A witness at a Sadr City hospital said nine civilians were wounded. Other residents said several cars were burned and they insisted all the people killed in the clashes were civilians.

People were still cleaning up hours later alongside homes whose walls were pock-marked by bullets fired in the fighting.

The US military has launched a major offensive around the capital to break up militants' networks and drive out Sunni Islamist and al Qaeda fighters.

Operations are backed by 28,000 troops ordered to Iraq by US President George W. Bush in a fresh security crackdown.

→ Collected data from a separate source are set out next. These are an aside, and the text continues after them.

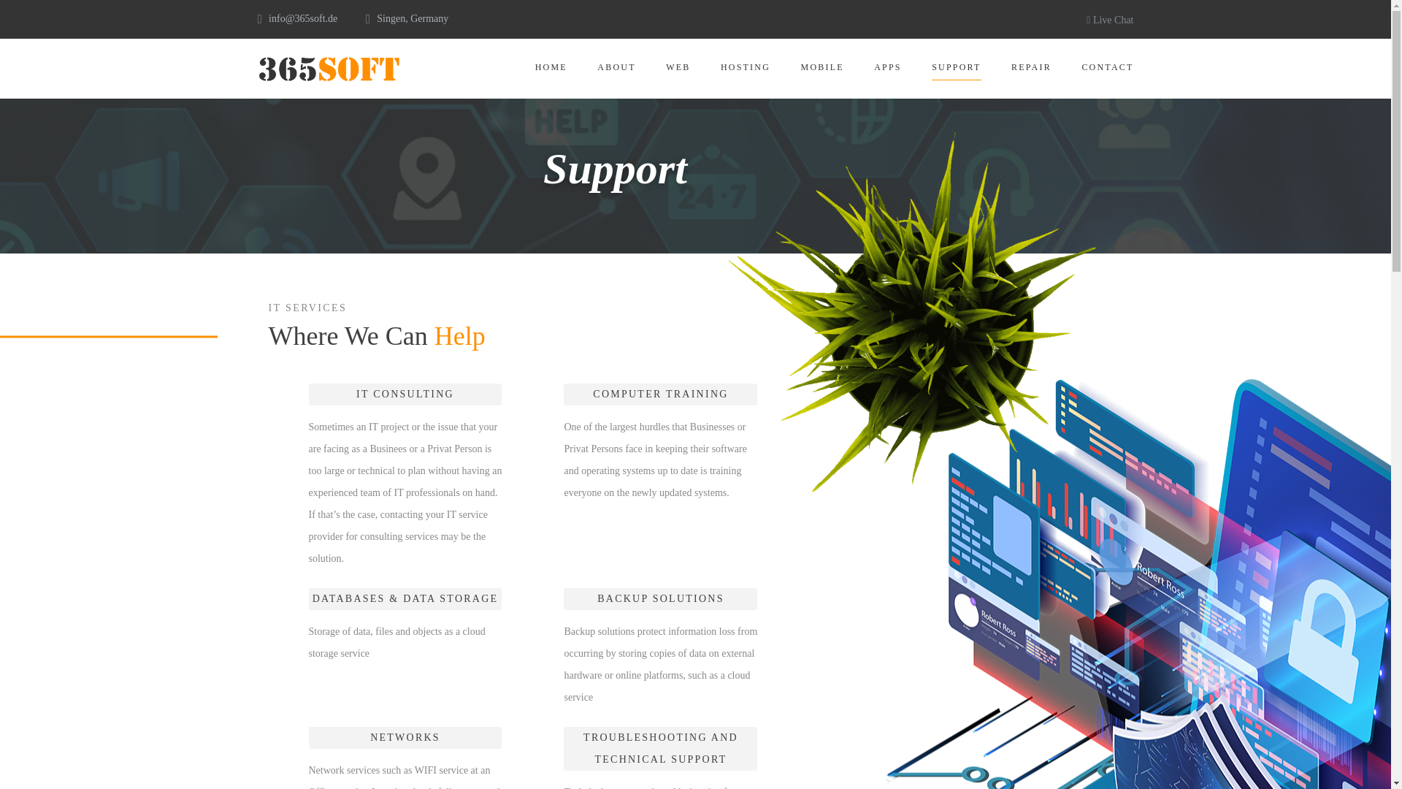  Describe the element at coordinates (822, 71) in the screenshot. I see `MOBILE` at that location.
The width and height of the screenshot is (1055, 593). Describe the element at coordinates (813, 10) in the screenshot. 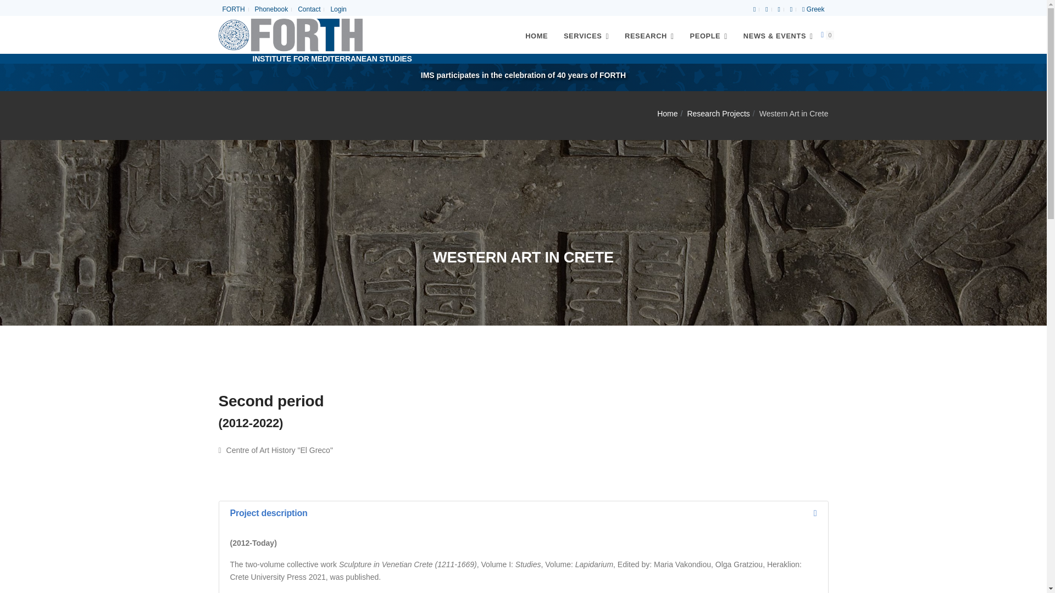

The pre-dawn raids, which the US military said were met with a hail of gunfire and rocket propelled grenades, risk escalating tensions with the Mehdi Army - Sadr's powerful militia that has kept a relatively low profile since the latest clampdown got under way.

Washington blames rogue Mehdi Army elements of using technologically advanced roadside bombs, which are made from components smuggled in from Iran, to target US troops.

One of these potent devices was probably used in an ambush that killed five US soldiers in Baghdad yesterday. US forces also say that mortars fired almost daily at the heavily fortified Green Zone, which houses the US and other foreign embassies as well as the Iraqi government, are made in Iran.

"There's no doubt that they are coming out of Iran," Major General Joseph Fil, who commands US troops in the capital, told reporters in Washington yesterday.

"Most of them have been made fairly recently, in the past several years ... I'll also say that most of these are coming from the eastern side of the river, by far the majority, in and around the Sadr City area," he said, speaking via video link.